I've noticed that hospital births seem to be more "medical" than they used to be. This observation became even more apparent when I saw Ricky Lake's film, The Business of Being Born. In one scene, the residents are all standing around the labor board, a list in the labor and delivery unit with the name of each patient, their cervical dilation, and any medical issues. The residents are going down the list: Pitocin, Pitocin, Pitocin.
You may know already that Pitocin is a medication that we use to induce or augment labor because it causes stronger contractions. My views on Pitocin are not exactly in line with that of the natural childbirth community -- I don't think it is evil unto itself. But I have been wondering why, these days, almost every labor eventually "needs" Pitocin.
So here are the factors that I think are playing a role in the increased use of Pitocin.
1. More labors are being induced. This comes from:
2. Pitocin is often given to augment a labor that isn't progessing well. Research done in Ireland, and repeated in Chicago, indicates that once a woman is in active phase (which begins around 3-5 centimeters dilation), you can decrease the chance of cesarean by jumping in with Pitocin if labor starts to stall.
So why are so many labors stalling out? Here are some possibilities.
So what is the problem with a medical approach to birth? If everyone is happy with this, I suppose it is just a different way to approach the birth process. But some moms-to-be don't want a medical experience, and it is hard to believe that a process as normal and time-tested as labor requires medication and surgical intervention so often.

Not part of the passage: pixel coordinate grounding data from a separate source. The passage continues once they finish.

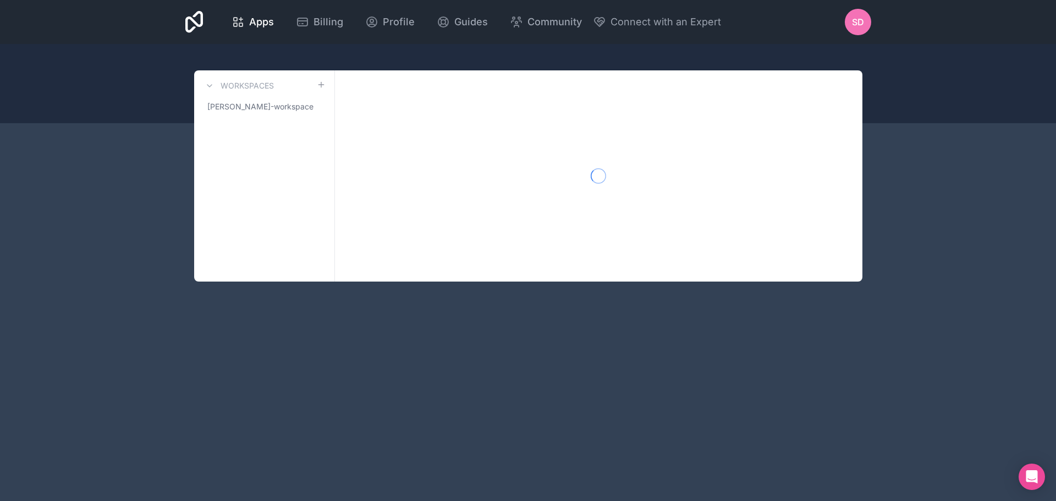  I want to click on div: Open Intercom Messenger, so click(1031, 477).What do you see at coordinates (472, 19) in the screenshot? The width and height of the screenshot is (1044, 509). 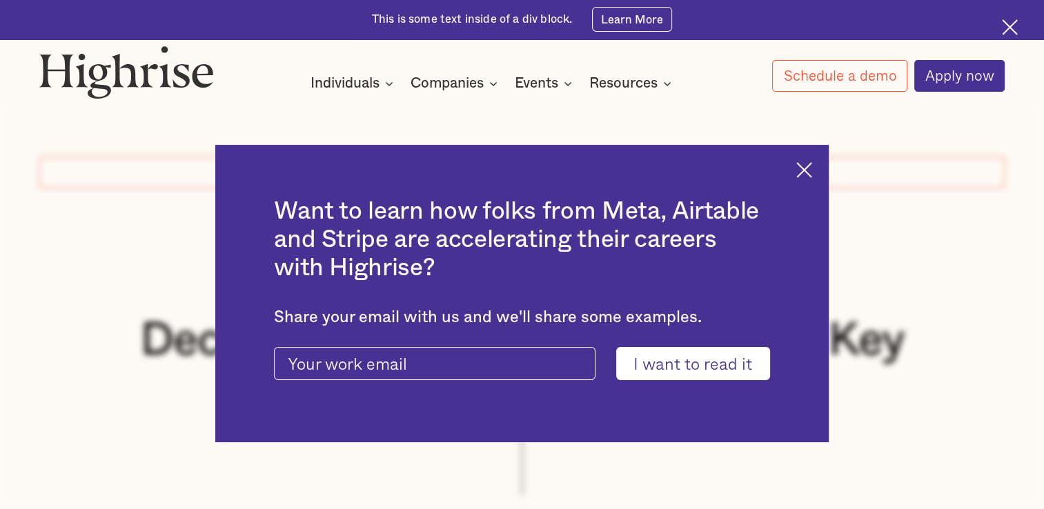 I see `div: This is some text inside of a div block.` at bounding box center [472, 19].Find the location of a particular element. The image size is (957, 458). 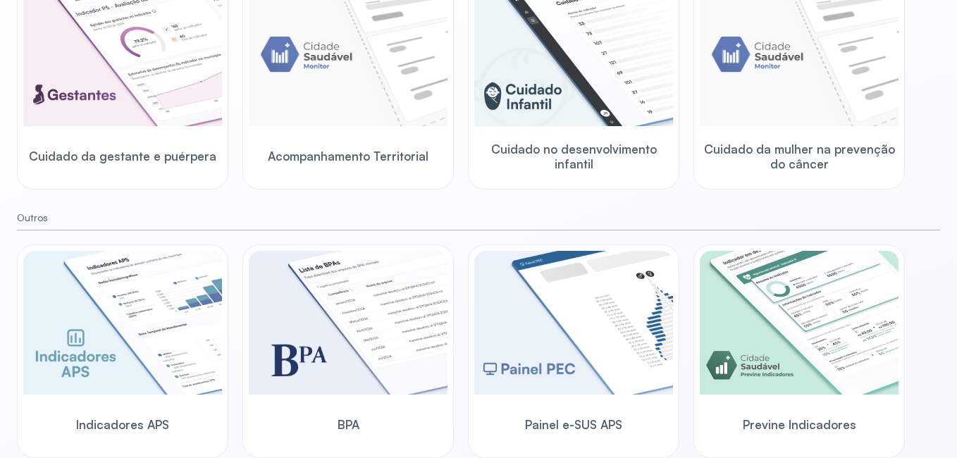

span: Cuidado da gestante e puérpera is located at coordinates (123, 156).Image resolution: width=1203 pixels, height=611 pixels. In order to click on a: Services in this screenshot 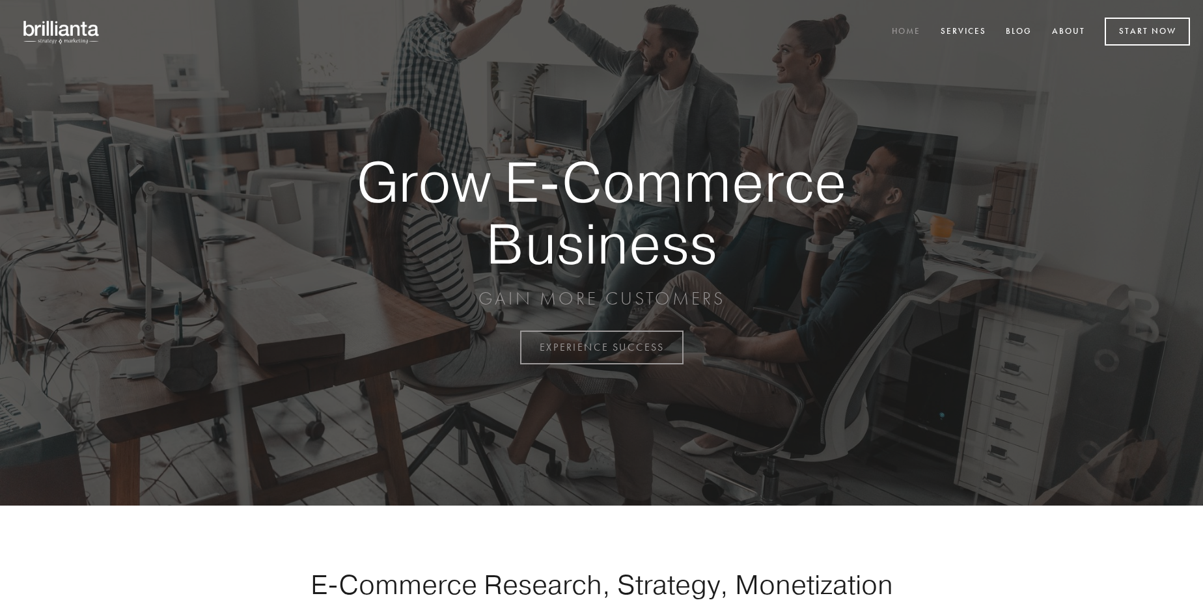, I will do `click(964, 32)`.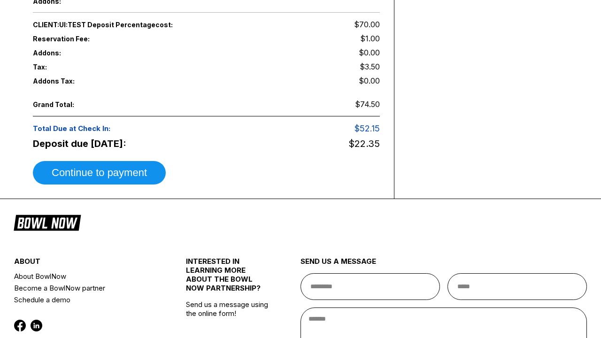  What do you see at coordinates (85, 276) in the screenshot?
I see `a: About BowlNow` at bounding box center [85, 276]. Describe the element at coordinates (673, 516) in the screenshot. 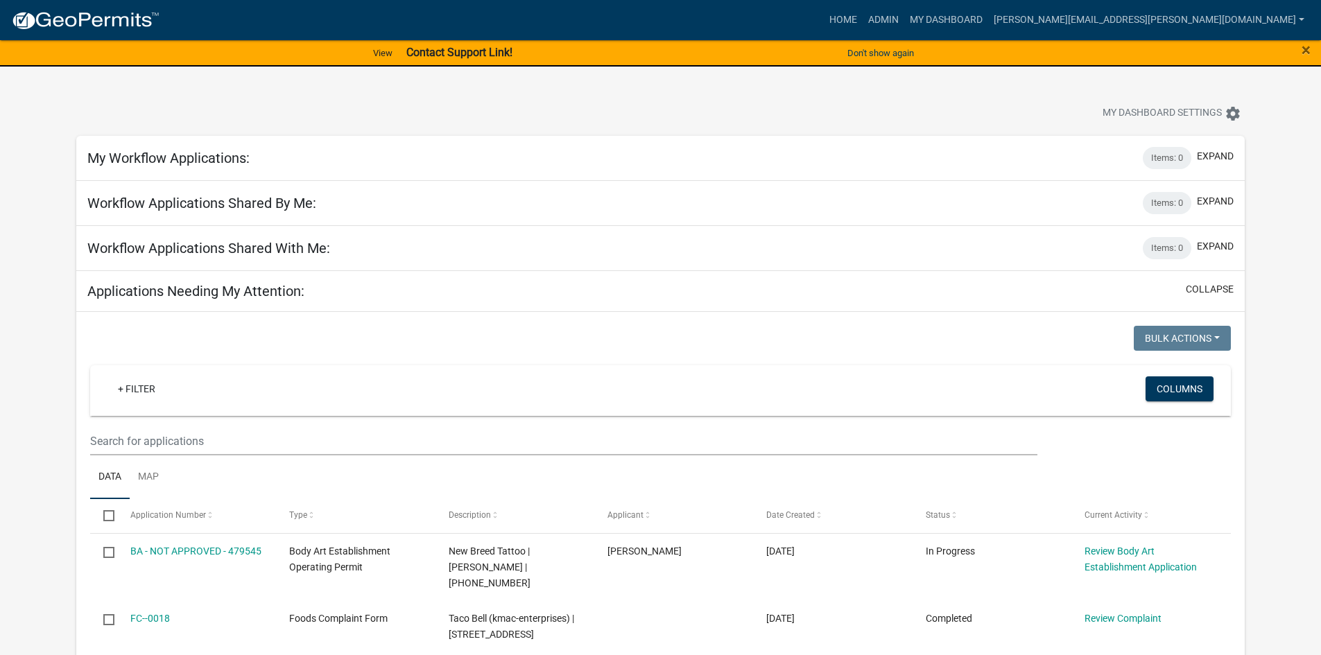

I see `datatable-header-cell: Applicant` at that location. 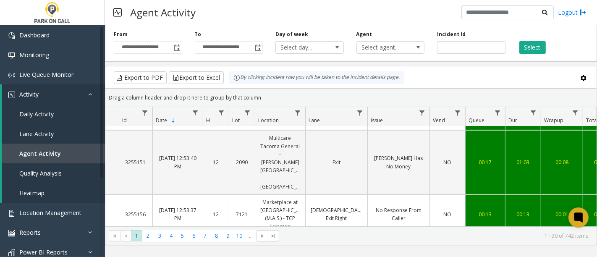 I want to click on img: infoIcon.svg, so click(x=237, y=78).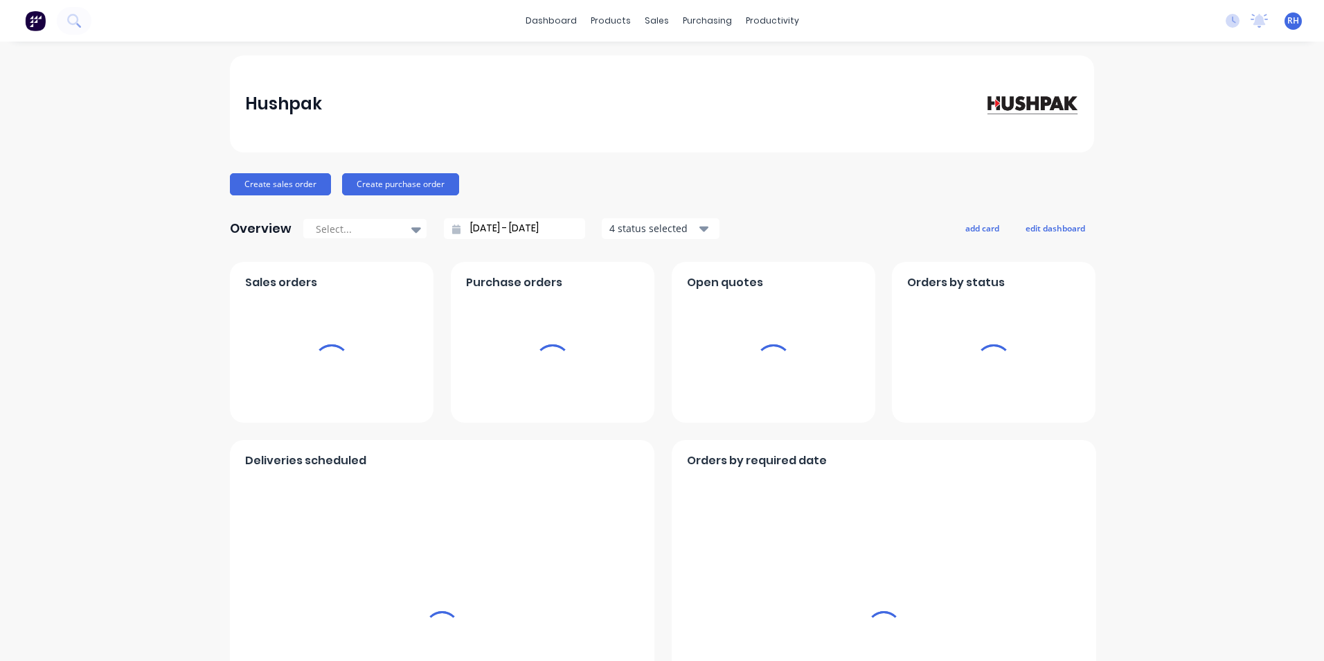 Image resolution: width=1324 pixels, height=661 pixels. I want to click on div: productivity, so click(772, 21).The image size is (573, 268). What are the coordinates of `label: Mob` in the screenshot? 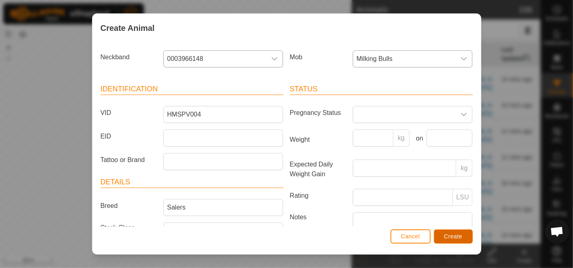 It's located at (318, 57).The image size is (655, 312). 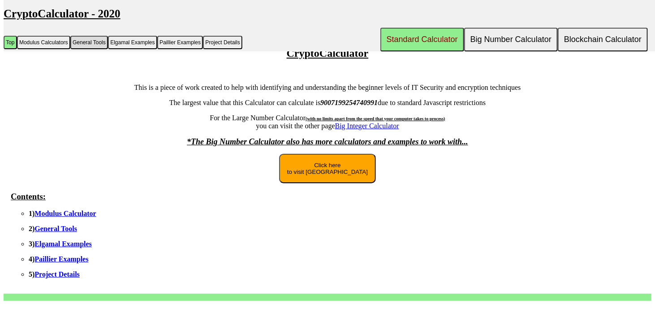 What do you see at coordinates (223, 43) in the screenshot?
I see `button: Project Details` at bounding box center [223, 43].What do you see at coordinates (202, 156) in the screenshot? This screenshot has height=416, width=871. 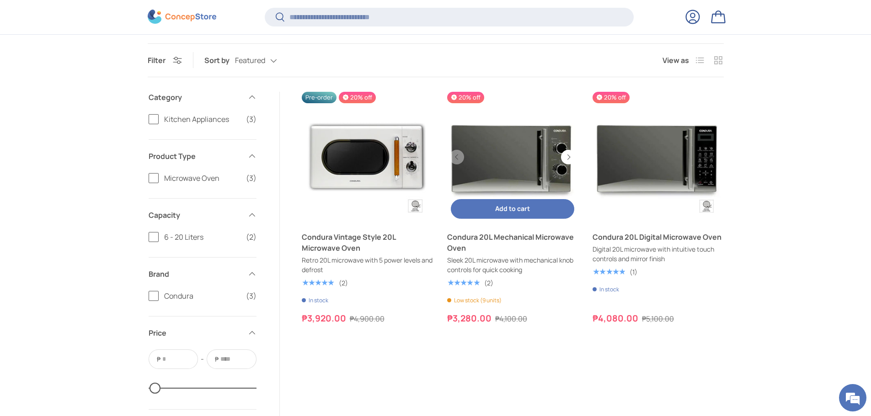 I see `summary: Product Type` at bounding box center [202, 156].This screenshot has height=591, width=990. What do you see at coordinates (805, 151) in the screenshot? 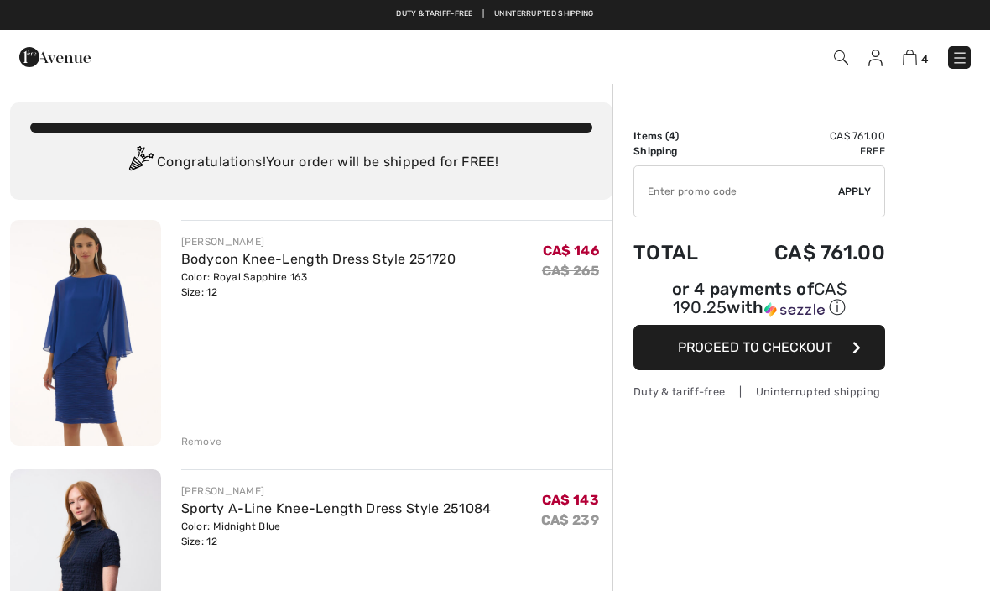
I see `td: Free` at bounding box center [805, 151].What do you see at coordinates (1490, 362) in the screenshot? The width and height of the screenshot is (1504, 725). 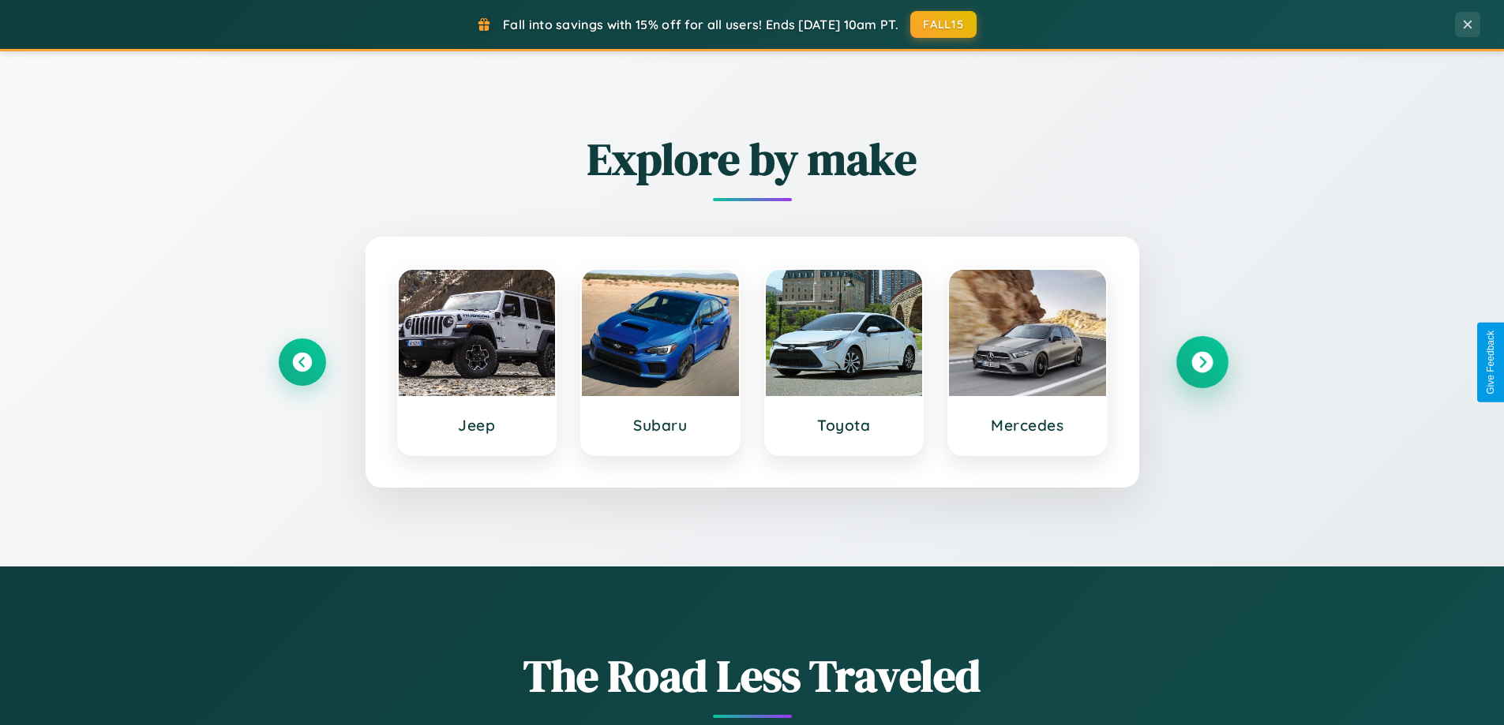 I see `div: Give Feedback` at bounding box center [1490, 362].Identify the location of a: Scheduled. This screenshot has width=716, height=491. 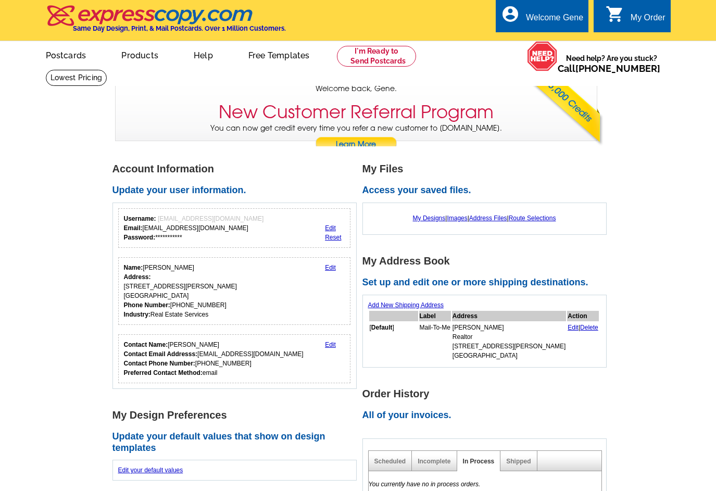
(390, 462).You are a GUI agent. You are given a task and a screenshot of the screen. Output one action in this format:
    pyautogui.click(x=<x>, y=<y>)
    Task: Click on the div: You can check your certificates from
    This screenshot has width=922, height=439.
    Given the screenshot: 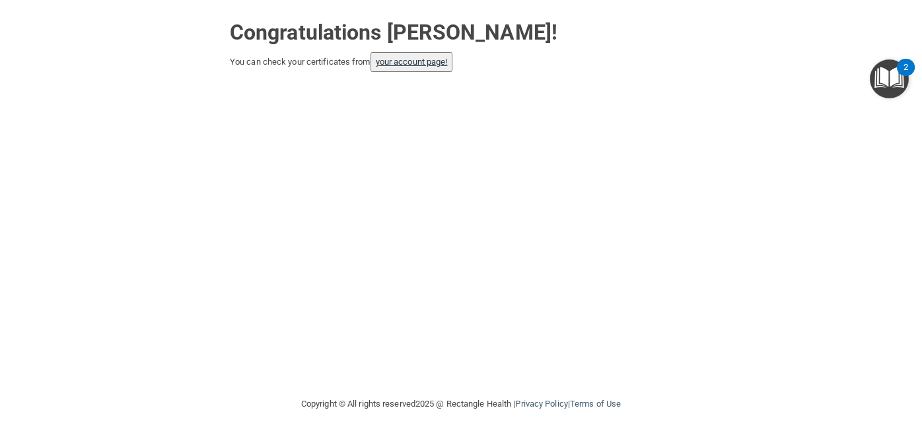 What is the action you would take?
    pyautogui.click(x=461, y=62)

We don't want to go back to the maternal and newborn mortality of the nineteenth century. But you'd think with good hygiene, prenatal care, better nutrition, and our ability to check on the baby during pregnancy and labor, that we ought to be seeing great improvements -- without a 35% cesarean rate or universal use of labor augmentation.
Are moms and babies changing (obesity, excess weight gain, prevalence of diabetes, maternal age)? Has the medical team's tolerance for deviations from "normal" changed? Are we doing things to moms in labor that are making the process require medical interventions? Or is it some combination of all these factors that has lead to, what seems to me to be, an even more medical approach to labor than I have seen in my 25 years of obstetrics?